A scientist from the University of Oxford, Bryan Sykes, may have just taken the mystery out of the perennial case of the Abominable Snowman which has sparked imaginations for centuries.

Professor Bryan Sykes recently compared samples between two strange creatures from the Himalayas and Bhutan which were said to belong to the Yeti with the DNA sequences of a polar bear that lived 40,000 years ago. Results showed a 100 percent match between the three creatures.

The Telegraph quoted Sykes, “This is a species that hasn’t been recorded for 40,000 years. Now, we know one of these was walking around ten years ago. And what’s interesting is that we have found this type of animal at both ends of the Himalayas. If one were to go back, there would be others still there.”

Sykes research has led him to believe that there might be another subspecies of the brown bear, possibly a hybrid of the polar bear as well, which has remained uncatalogued for centuries, says The Mirror. That the polar bear samples used in his research date back to 40,000 years ago reveals that this unknown Yeti might have disseminated from an era when the polar bear and brown bear were just starting to separate as species.

Sykes remarked, “Bigfootologists and other enthusiasts seem to think that they’ve been rejected by science. Science doesn’t accept or reject anything, all it does is examine the evidence and that is what I’m doing.”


Prompt: Give the lines again exactly as they appear, beginning at the one with "Get bbox for" and ending at the last line of the records.

========================

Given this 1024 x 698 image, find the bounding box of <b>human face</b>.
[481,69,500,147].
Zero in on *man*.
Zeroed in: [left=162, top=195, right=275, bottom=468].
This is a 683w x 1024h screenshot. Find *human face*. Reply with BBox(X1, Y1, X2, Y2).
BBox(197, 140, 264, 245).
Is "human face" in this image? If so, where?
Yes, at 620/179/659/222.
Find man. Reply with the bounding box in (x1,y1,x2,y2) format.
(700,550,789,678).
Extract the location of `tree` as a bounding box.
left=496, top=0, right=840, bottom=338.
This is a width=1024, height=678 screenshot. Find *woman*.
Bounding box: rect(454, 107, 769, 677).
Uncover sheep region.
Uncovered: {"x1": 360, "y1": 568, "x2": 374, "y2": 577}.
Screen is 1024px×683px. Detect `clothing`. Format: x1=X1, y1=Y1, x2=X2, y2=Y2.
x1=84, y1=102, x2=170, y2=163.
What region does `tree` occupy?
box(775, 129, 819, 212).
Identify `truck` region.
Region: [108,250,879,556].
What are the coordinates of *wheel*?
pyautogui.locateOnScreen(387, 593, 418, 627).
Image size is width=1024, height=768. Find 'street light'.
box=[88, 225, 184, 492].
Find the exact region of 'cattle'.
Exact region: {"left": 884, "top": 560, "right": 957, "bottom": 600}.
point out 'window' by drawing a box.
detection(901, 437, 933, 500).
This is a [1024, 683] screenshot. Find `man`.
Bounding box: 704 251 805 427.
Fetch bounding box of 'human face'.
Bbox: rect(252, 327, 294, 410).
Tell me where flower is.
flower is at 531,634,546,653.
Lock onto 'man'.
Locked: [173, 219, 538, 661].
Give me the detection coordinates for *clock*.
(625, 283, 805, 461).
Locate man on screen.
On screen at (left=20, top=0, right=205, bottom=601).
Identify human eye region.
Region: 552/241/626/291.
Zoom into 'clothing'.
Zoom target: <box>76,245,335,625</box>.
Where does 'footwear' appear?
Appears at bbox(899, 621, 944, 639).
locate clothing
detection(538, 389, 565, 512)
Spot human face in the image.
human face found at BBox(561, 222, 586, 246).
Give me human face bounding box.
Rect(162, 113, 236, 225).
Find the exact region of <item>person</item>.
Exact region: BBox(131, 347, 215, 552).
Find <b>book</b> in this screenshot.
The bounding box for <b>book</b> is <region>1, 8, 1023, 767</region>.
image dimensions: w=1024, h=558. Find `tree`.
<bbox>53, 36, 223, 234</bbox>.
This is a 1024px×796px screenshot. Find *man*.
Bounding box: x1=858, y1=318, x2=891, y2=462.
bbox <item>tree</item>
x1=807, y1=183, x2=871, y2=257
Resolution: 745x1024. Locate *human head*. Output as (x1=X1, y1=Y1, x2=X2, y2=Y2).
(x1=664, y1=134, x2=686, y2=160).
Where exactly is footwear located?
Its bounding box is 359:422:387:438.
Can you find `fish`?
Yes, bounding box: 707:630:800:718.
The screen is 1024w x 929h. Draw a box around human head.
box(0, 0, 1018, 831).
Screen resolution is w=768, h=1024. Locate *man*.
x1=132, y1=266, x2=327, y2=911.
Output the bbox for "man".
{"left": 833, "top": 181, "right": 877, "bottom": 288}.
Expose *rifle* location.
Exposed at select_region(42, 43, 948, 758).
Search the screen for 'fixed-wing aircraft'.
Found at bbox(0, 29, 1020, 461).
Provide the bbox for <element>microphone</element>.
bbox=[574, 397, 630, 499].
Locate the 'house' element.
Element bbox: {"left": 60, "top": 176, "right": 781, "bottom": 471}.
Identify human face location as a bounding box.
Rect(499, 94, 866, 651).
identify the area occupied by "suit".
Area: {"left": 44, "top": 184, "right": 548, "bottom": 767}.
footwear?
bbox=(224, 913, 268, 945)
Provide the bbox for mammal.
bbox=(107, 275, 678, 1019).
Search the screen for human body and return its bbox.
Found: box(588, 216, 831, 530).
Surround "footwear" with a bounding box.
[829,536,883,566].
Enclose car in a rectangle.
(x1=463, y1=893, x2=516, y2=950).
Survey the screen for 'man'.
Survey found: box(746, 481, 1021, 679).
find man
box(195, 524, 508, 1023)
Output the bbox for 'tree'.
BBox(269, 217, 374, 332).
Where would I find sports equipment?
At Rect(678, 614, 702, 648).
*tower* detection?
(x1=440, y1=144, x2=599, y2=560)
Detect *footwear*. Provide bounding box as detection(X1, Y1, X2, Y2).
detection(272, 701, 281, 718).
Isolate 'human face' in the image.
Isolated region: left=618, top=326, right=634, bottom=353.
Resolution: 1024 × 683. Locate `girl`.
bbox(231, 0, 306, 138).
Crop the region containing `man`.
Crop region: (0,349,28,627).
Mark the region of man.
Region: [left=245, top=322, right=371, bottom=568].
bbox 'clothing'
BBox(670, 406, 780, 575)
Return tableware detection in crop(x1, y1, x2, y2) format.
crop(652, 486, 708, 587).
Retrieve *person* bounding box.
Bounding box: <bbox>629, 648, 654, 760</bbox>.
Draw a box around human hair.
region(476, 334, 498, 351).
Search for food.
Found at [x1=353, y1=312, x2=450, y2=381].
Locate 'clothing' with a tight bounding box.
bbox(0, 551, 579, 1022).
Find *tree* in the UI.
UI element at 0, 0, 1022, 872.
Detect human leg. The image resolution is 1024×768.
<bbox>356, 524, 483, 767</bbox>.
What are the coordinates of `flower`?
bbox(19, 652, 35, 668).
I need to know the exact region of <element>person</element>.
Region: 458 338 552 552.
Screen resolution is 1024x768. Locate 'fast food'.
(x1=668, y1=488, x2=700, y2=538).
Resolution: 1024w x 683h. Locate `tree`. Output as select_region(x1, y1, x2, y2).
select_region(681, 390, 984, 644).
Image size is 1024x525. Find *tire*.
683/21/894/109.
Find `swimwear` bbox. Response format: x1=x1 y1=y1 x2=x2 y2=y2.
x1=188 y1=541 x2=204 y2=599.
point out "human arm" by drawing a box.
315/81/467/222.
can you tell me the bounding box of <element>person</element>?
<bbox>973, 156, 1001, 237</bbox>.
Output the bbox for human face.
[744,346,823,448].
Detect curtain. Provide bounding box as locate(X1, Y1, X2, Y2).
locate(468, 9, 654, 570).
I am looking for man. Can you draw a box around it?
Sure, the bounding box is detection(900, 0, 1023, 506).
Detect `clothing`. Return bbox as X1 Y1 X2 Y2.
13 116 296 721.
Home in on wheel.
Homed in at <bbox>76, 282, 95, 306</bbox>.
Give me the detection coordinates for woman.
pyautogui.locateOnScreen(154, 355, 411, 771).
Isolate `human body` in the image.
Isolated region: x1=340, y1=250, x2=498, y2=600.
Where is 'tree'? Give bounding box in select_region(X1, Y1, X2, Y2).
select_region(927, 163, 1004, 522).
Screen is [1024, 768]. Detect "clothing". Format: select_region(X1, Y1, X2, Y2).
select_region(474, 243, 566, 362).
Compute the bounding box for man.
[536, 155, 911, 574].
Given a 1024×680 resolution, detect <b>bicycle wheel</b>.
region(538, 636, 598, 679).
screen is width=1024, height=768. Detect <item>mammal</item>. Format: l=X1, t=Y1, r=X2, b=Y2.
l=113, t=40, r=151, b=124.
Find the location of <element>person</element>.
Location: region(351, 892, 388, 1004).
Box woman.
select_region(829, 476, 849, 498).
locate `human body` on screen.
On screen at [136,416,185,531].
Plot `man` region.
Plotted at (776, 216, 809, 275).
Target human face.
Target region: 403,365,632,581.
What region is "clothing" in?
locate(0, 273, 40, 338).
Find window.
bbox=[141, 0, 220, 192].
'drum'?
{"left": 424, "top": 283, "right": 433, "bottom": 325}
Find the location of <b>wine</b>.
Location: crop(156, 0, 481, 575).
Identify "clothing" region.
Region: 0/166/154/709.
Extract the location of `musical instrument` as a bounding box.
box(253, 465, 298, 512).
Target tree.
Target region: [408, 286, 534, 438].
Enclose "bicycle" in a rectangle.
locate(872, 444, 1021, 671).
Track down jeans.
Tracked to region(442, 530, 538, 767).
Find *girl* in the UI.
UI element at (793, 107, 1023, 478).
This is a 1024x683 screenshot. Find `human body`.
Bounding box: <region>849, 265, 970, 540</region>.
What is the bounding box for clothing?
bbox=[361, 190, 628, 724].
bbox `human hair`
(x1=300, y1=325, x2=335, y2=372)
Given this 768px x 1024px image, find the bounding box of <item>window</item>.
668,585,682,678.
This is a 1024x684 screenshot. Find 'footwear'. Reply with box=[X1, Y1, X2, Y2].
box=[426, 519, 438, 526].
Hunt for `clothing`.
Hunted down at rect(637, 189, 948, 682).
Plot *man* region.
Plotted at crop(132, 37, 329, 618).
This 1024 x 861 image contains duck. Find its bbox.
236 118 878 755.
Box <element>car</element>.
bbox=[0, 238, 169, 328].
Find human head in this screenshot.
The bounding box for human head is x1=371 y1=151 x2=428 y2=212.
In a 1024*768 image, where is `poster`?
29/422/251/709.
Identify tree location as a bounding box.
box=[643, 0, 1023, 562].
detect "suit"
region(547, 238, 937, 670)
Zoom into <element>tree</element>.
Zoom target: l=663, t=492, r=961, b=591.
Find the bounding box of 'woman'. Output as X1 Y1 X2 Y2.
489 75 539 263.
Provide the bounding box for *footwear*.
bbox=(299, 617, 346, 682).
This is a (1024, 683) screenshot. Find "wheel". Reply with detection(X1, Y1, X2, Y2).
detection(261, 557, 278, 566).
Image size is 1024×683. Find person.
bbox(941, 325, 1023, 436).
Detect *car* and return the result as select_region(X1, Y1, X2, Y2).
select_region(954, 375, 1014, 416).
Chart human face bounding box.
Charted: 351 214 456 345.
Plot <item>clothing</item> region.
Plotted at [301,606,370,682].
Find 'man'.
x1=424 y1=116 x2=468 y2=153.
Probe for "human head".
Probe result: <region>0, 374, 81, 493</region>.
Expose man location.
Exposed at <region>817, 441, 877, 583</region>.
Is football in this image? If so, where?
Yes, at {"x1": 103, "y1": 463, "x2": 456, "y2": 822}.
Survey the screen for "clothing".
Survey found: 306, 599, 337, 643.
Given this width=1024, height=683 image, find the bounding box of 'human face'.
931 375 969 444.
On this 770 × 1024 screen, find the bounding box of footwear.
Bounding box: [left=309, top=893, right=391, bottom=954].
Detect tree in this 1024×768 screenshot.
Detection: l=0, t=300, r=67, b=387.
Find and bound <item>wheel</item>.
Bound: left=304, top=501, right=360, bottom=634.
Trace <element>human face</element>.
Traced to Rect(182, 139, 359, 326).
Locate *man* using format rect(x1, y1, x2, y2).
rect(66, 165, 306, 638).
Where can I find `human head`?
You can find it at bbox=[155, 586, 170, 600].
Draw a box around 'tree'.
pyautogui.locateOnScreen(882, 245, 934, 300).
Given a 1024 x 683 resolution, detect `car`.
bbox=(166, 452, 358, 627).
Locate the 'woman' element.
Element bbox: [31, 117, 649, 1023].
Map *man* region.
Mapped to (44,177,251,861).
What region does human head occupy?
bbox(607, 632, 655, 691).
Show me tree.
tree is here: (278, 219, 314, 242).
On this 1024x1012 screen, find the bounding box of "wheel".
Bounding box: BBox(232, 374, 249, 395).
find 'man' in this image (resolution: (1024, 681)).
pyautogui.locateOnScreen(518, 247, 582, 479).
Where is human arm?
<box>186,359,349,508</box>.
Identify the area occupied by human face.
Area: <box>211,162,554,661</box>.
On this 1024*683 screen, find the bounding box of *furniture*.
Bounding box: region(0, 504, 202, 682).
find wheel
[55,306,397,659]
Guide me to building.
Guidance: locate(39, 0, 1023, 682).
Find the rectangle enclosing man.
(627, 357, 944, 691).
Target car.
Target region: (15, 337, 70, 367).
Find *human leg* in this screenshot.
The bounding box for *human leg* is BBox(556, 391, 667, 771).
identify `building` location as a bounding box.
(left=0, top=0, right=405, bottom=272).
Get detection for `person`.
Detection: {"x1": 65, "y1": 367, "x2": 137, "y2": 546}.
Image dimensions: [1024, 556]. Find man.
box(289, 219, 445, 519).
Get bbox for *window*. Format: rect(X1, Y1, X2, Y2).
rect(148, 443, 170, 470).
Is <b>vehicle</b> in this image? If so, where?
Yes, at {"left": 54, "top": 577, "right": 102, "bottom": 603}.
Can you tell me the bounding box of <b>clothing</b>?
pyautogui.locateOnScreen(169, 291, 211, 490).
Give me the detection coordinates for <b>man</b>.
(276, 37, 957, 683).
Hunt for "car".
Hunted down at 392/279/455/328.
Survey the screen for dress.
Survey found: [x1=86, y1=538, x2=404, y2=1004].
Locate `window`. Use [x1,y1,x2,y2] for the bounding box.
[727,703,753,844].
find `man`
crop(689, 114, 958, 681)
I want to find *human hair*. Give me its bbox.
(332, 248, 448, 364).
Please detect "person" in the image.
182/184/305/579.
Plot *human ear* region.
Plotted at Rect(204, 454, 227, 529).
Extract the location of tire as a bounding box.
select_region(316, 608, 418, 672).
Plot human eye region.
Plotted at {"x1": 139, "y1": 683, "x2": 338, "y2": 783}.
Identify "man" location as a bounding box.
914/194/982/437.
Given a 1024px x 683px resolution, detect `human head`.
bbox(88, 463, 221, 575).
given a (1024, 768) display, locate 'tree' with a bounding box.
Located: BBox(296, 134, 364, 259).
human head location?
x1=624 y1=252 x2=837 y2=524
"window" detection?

========================

Your response:
Get bbox for *window*. Format: rect(X1, Y1, X2, Y2).
rect(148, 443, 170, 470).
Is <b>vehicle</b> in this image? If so, where?
Yes, at {"left": 54, "top": 577, "right": 102, "bottom": 603}.
Can you tell me the bounding box of <b>clothing</b>?
pyautogui.locateOnScreen(169, 291, 211, 490).
Give me the detection coordinates for <b>man</b>.
(276, 37, 957, 683).
Hunt for "car".
Hunted down at 392/279/455/328.
Survey the screen for dress.
Survey found: [x1=86, y1=538, x2=404, y2=1004].
Locate `window`. Use [x1,y1,x2,y2] for the bounding box.
[727,703,753,844].
find `man`
crop(689, 114, 958, 681)
I want to find *human hair*. Give me its bbox.
(332, 248, 448, 364).
Please detect "person" in the image.
182/184/305/579.
Plot *human ear* region.
Plotted at Rect(204, 454, 227, 529).
Extract the location of tire as a bounding box.
select_region(316, 608, 418, 672).
Plot human eye region.
Plotted at {"x1": 139, "y1": 683, "x2": 338, "y2": 783}.
Identify "man" location as a bounding box.
914/194/982/437.
Given a 1024px x 683px resolution, detect `human head`.
bbox(88, 463, 221, 575).
given a (1024, 768) display, locate 'tree' with a bounding box.
Located: BBox(296, 134, 364, 259).
human head location?
x1=624 y1=252 x2=837 y2=524
"window" detection?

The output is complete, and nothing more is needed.